Stories of the Susquehanna Valley began as a unique research project focused on a watershed, utilizing multimedia scholarship to articulate, highlight, and learn from stories that form our region, our communities, our ecosystems, and ourselves.

This long-term collaborative project in environmental humanities, community studies, and natural history focuses on the question of what constitutes an eco-region as a confluence of cultures and ecologies. It already has helped achieve designation of the Susquehanna River as a national historic corridor.

The project emerges from a decade of planning, and longer-developed expertise, by scholars at educational institutions in the Valley, in collaboration with leaders of Native nations, community members, and undergraduate researchers. It involves partnerships with the Susquehanna Heartland Coalition for Environmental Studies and Susquehanna Colloquium, the Haudenosaunee (Iroquois) Environmental Task Force, the Chesapeake Conservancy, Envision the Susquehanna, and faculty from Bucknell, Bloomsburg University, the University of Buffalo, SUNY Binghamton, among others.

BOOK SERIES

booksThe Stories of the Susquehanna book series includes two volumes published in 2013: Native Americans of the Susquehanna Valley by David Minderhout of Bloomsburg University, and Coal Dust on Your Feet by Janet McGaffey of Bucknell. Future volumes planned include Katherine Faull’s translation and study of the Moravian diaries of Shamokin, a natural history volume by a team of scientists led by Duane Griffin of Bucknell and Mark Blumler of SUNY Binghamton, The Coopers, Coleridge, and Priestley: Re-Defining Nature on the Susquehanna Frontier by Alfred K. Siewers, and a volume on Susquehanna rivertowns co-edited by Ben Marsh, Janet Jones, and Brandn Green. Many of these volumes will include dynamic online companion content such as GIS maps, geo-stories, and videography.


* _AIM OF THE EXERCISE_
Set each line of the records down again exactly, please.

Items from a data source
━━━━━━━━━━
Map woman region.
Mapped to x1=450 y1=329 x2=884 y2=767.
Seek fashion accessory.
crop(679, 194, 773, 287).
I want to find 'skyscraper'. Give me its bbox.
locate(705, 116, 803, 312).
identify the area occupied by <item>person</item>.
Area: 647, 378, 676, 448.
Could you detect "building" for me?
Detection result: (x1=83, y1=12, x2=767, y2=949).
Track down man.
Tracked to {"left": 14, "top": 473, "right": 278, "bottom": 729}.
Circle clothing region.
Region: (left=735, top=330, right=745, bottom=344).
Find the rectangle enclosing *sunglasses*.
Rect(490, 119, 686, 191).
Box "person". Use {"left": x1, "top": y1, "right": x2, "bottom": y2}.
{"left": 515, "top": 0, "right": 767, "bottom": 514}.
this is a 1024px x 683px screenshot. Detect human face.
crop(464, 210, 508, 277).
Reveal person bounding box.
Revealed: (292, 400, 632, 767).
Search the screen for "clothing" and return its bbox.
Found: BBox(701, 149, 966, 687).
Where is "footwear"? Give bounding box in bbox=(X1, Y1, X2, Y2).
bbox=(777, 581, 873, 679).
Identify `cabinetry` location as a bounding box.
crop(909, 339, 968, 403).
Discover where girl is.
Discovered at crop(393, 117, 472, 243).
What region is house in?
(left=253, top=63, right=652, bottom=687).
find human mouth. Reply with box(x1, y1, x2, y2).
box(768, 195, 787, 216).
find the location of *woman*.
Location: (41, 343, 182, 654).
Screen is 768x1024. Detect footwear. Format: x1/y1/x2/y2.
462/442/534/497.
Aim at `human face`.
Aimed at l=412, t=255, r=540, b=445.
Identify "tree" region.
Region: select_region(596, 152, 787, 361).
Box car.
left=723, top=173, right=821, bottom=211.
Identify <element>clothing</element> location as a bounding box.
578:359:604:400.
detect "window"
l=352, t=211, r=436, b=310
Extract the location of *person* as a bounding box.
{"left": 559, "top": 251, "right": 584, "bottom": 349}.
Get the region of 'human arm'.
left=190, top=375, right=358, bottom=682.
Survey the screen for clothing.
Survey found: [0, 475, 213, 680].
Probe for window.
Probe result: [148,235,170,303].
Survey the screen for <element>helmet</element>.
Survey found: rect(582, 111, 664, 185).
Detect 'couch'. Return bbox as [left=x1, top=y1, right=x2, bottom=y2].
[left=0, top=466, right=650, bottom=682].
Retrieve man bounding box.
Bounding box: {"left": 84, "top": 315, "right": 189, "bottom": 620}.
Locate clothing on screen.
━━━━━━━━━━
* _OUTPUT FOR THIS EXERCISE_
Map woman region.
Mapped to x1=450 y1=329 x2=884 y2=767.
Seek fashion accessory.
crop(679, 194, 773, 287).
I want to find 'skyscraper'. Give me its bbox.
locate(705, 116, 803, 312).
identify the area occupied by <item>person</item>.
Area: 647, 378, 676, 448.
Could you detect "building" for me?
Detection result: (x1=83, y1=12, x2=767, y2=949).
Track down man.
Tracked to {"left": 14, "top": 473, "right": 278, "bottom": 729}.
Circle clothing region.
Region: (left=735, top=330, right=745, bottom=344).
Find the rectangle enclosing *sunglasses*.
Rect(490, 119, 686, 191).
Box "person". Use {"left": x1, "top": y1, "right": x2, "bottom": y2}.
{"left": 515, "top": 0, "right": 767, "bottom": 514}.
this is a 1024px x 683px screenshot. Detect human face.
crop(464, 210, 508, 277).
Reveal person bounding box.
Revealed: (292, 400, 632, 767).
Search the screen for "clothing" and return its bbox.
Found: BBox(701, 149, 966, 687).
Where is "footwear"? Give bounding box in bbox=(X1, Y1, X2, Y2).
bbox=(777, 581, 873, 679).
Identify `cabinetry` location as a bounding box.
crop(909, 339, 968, 403).
Discover where girl is.
Discovered at crop(393, 117, 472, 243).
What region is house in?
(left=253, top=63, right=652, bottom=687).
find human mouth. Reply with box(x1, y1, x2, y2).
box(768, 195, 787, 216).
find the location of *woman*.
Location: (41, 343, 182, 654).
Screen is 768x1024. Detect footwear. Format: x1/y1/x2/y2.
462/442/534/497.
Aim at `human face`.
Aimed at l=412, t=255, r=540, b=445.
Identify "tree" region.
Region: select_region(596, 152, 787, 361).
Box car.
left=723, top=173, right=821, bottom=211.
Identify <element>clothing</element> location as a bounding box.
578:359:604:400.
detect "window"
l=352, t=211, r=436, b=310
Extract the location of *person* as a bounding box.
{"left": 559, "top": 251, "right": 584, "bottom": 349}.
Get the region of 'human arm'.
left=190, top=375, right=358, bottom=682.
Survey the screen for clothing.
Survey found: [0, 475, 213, 680].
Probe for window.
Probe result: [148,235,170,303].
Survey the screen for <element>helmet</element>.
Survey found: rect(582, 111, 664, 185).
Detect 'couch'. Return bbox as [left=x1, top=y1, right=x2, bottom=y2].
[left=0, top=466, right=650, bottom=682].
Retrieve man bounding box.
Bounding box: {"left": 84, "top": 315, "right": 189, "bottom": 620}.
Locate clothing on screen.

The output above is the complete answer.